▶ [Task to carry out] Could you please retype exactly the lines from the start of the records below through the line that contains "Task: Click on the Dmitrij Drandarov", both included, and leave out the pictures?

▶ [Information]
<<<<

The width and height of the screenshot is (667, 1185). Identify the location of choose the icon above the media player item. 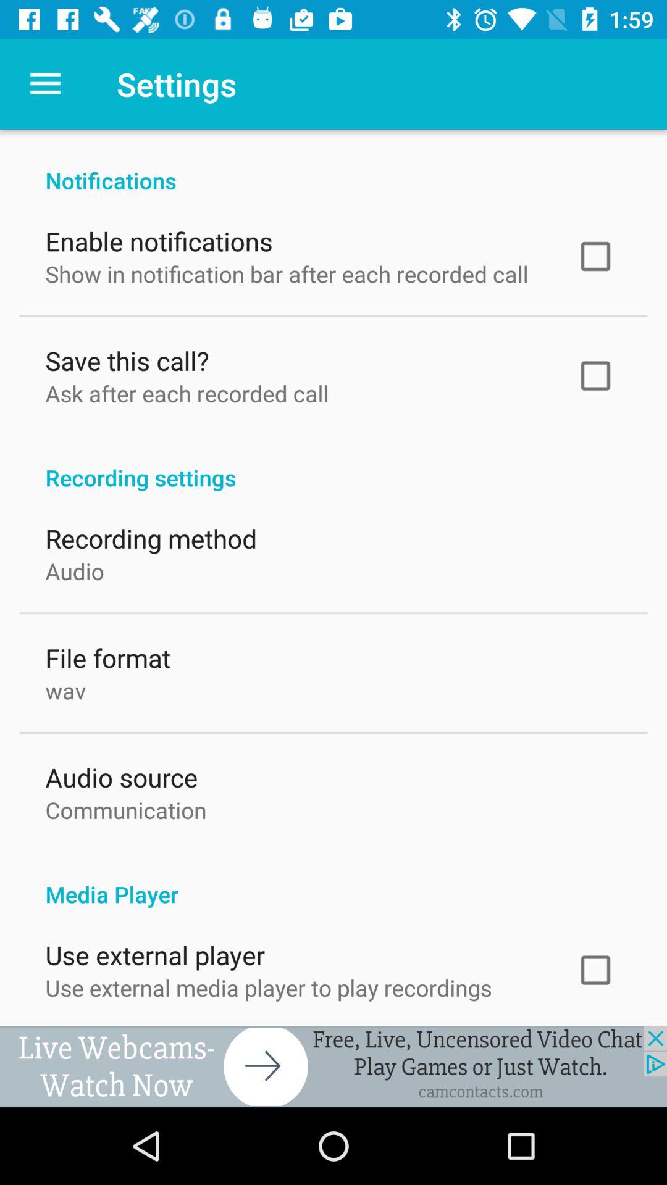
(126, 807).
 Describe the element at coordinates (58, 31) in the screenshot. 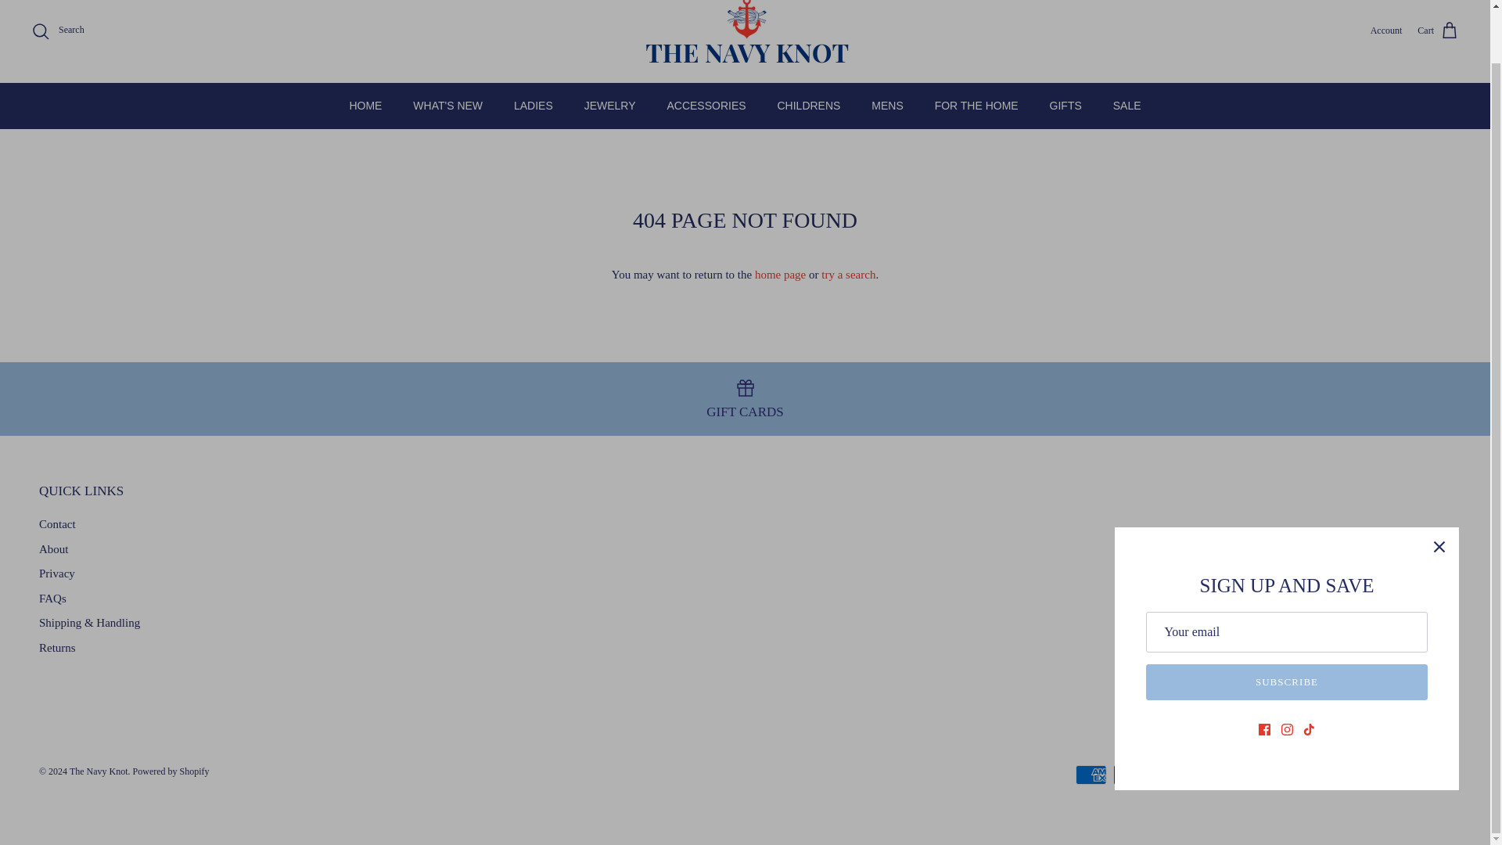

I see `Search` at that location.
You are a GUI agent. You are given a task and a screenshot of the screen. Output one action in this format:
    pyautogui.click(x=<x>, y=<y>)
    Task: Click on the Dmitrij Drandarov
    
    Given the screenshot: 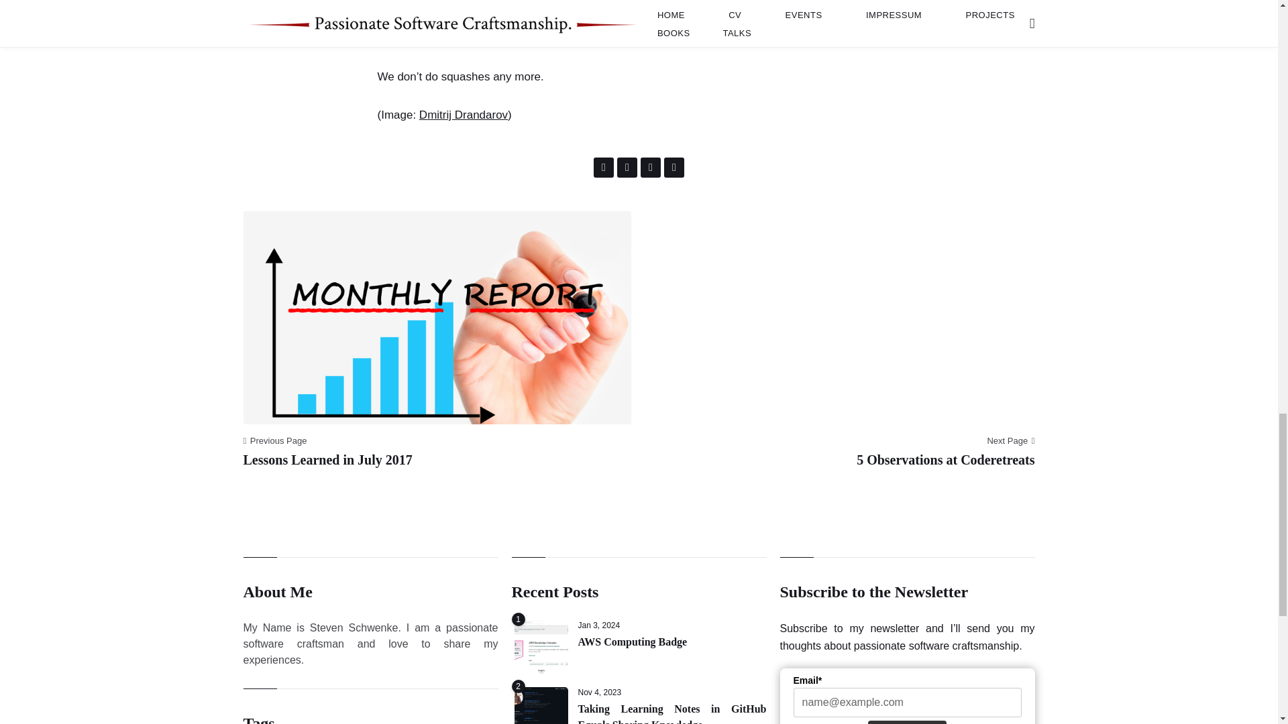 What is the action you would take?
    pyautogui.click(x=463, y=115)
    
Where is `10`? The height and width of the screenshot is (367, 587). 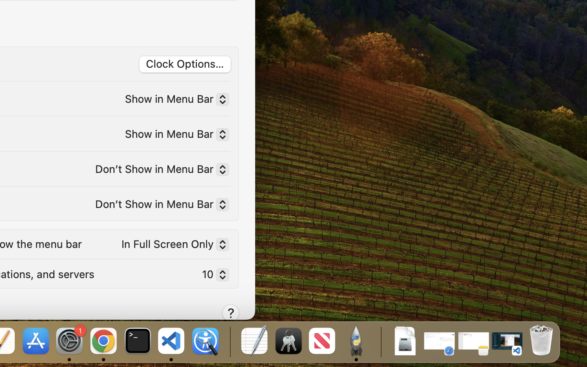 10 is located at coordinates (212, 276).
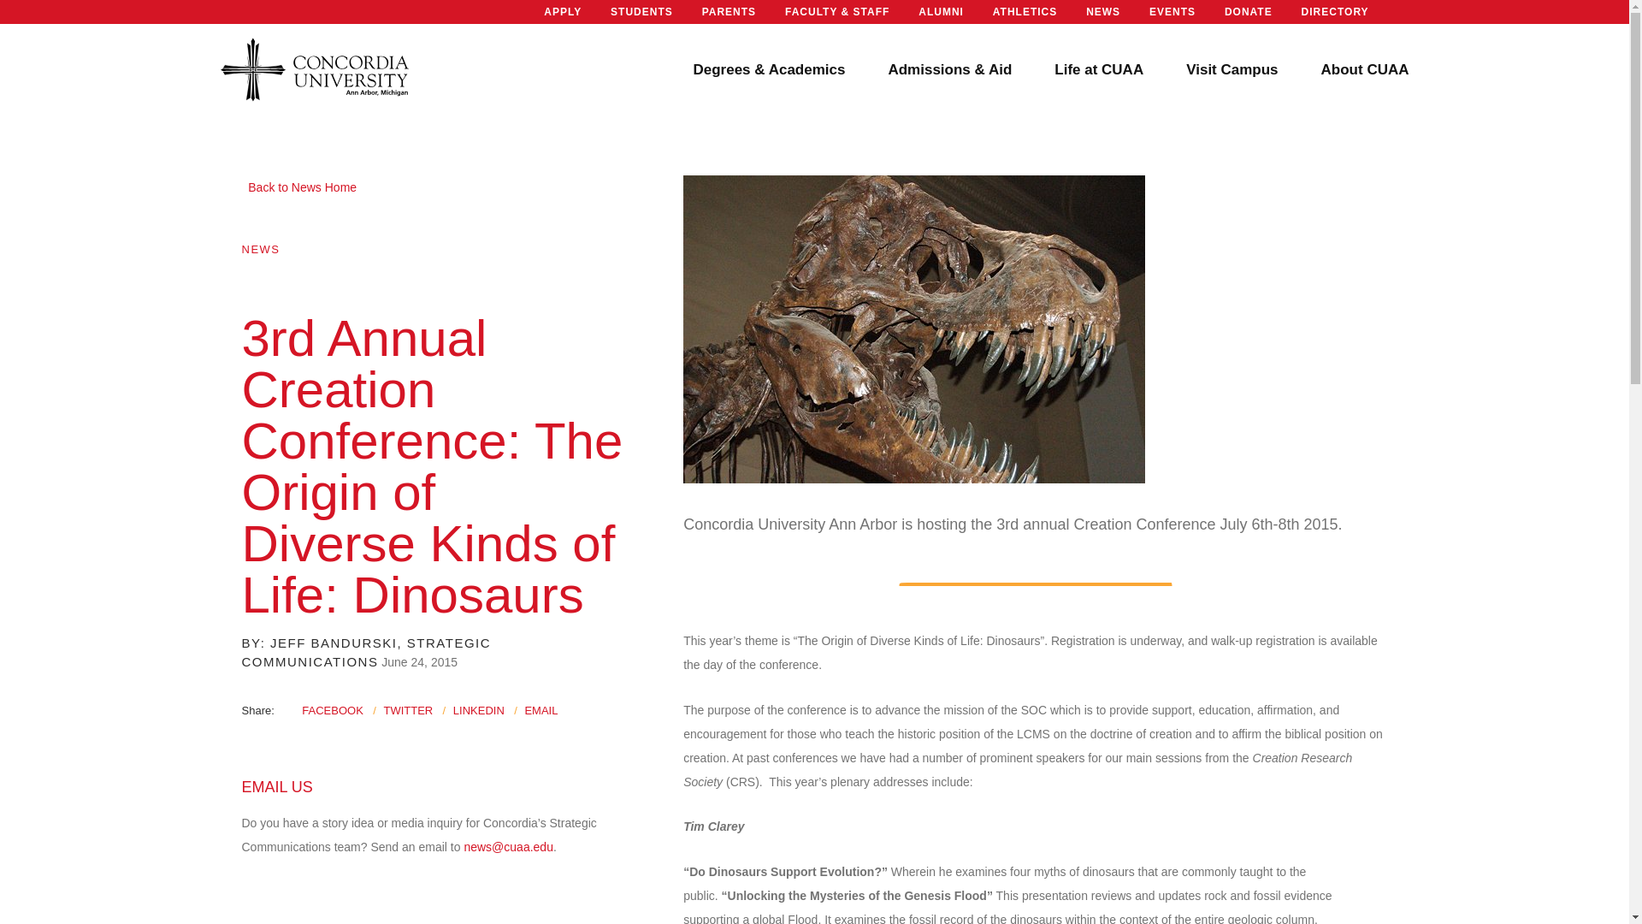 This screenshot has width=1642, height=924. Describe the element at coordinates (1365, 70) in the screenshot. I see `About CUAA` at that location.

>>>>

▶ [Response box]
The width and height of the screenshot is (667, 1185). Identify the location of choose the icon above the media player item. 
(126, 807).
 Describe the element at coordinates (58, 31) in the screenshot. 

I see `Search` at that location.
You are a GUI agent. You are given a task and a screenshot of the screen. Output one action in this format:
    pyautogui.click(x=<x>, y=<y>)
    Task: Click on the Dmitrij Drandarov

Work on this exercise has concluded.